When Paul, the Czar of Russia, espoused the Princess Marie de Wurtemburg, Sophie Soymonof, then in her sixteenth year, and distinguished for her accomplishments, was chosen maid of honor to the new empress. Marie was endowed with rare beauty, and surrounded by seductions and difficulties; but she set such an example of amiable and solid virtue in her lofty place, that calumny never a.s.sailed her.

A strong affection, based on mutual esteem and tenderness, sprang up between the empress and her maid. This affection was never interrupted nor chilled. The fury and puerility, the monstrous pride and jealousy, of Paul, made him constantly quarrel with those who were brought into close relations with him. The empress alone triumphed over his outbursts, by dint of unfailing sweetness, modesty, and patience. She smilingly submitted to the capricious exactions, distasteful exercises, and excessive fatigues he imposed.

However bitter her sufferings, the serenity of her soul was never visibly altered. But, in sympathizing with the hardships of her kind mistress, Sophie early learned to penetrate the secret of noisy pomp and hidden woes, glittering prosperity and silent tears.

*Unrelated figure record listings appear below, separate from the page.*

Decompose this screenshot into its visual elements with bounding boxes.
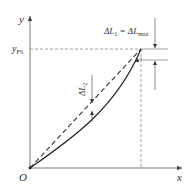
x-axis-label-text: x	[177, 171, 182, 183]
yfs-label-subscript: FS	[16, 49, 23, 55]
x-axis-label: x	[177, 172, 182, 183]
delta-l1-label: ΔL1 = ΔLmax	[104, 27, 149, 37]
delta-l1-max-subscript: max	[138, 31, 148, 37]
delta-l2-subscript: 2	[82, 83, 88, 86]
origin-label-text: O	[19, 171, 27, 183]
y-axis-label-text: y	[19, 13, 24, 25]
origin-label: O	[19, 172, 27, 183]
y-axis-label: y	[19, 14, 24, 25]
yfs-label: yFS	[12, 44, 23, 55]
diagram-canvas	[0, 0, 192, 193]
origin-point	[29, 167, 32, 170]
delta-l2-label: ΔL2	[78, 83, 88, 96]
delta-l1-main: ΔL	[104, 26, 114, 36]
reference-line	[30, 49, 141, 168]
delta-l2-main: ΔL	[77, 86, 87, 96]
linearity-error-diagram: y yFS ΔL1 = ΔLmax ΔL2 O x	[0, 0, 192, 193]
delta-l1-equals: = ΔL	[117, 26, 138, 36]
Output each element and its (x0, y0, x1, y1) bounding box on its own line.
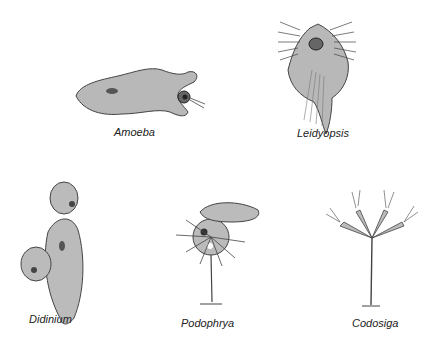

Secretary Soymonof, aware of the precarious tenure by which the dependents of the court held their prosperity, was anxious to secure for his daughter a trustworthy protector, and a handsome position in the future. He cast his eyes on his personal friend, General Swetchine, a man of an imposing aspect, a firm character, a just and calm spirit, who had had an honorable career, and was held in high consideration. Sophie accepted, with her usual deference to her father's wishes, the husband thus chosen, although he was twenty-five years older than herself. It cost her many a secret pang; for she was already in love with a young man of n.o.ble birth and fortune, with rare qualities of mind and a brilliant destiny. She knew that her affection was reciprocated. But, from a sense of filial duty, she silently renounced him; and, when he in turn resigned himself to another marriage, she became the warm and steadfast friend of his wife. This painful renunciation, in the introspective reflection, and the dissolution of romantic dreams to which it led, was the first of those earthly disenchantments, which, shattering and darkening the empire of social ambition, transferred her interest from material pleasures and hopes to the imperturbable satisfactions of religion.

The second blow quickly followed. Only a few days after that marriage which her father thought promised so much security and consolation to his old age, the Emperor Paul, in a cruel whim, suddenly banished him from Petersburg. Retiring to Moscow, the galling sense of his disgrace, the separation from his darling daughter, together with a frigid reception by a friend on whom he had especially relied, plunged him into the deepest grief. A terrible attack of apoplexy swept him away. At the dire announcement, Madame Swetchine sunk on her knees; and, in the spiritual solitude, unable any more to lean on her father, turned with irrepressible need and effusion to G.o.d.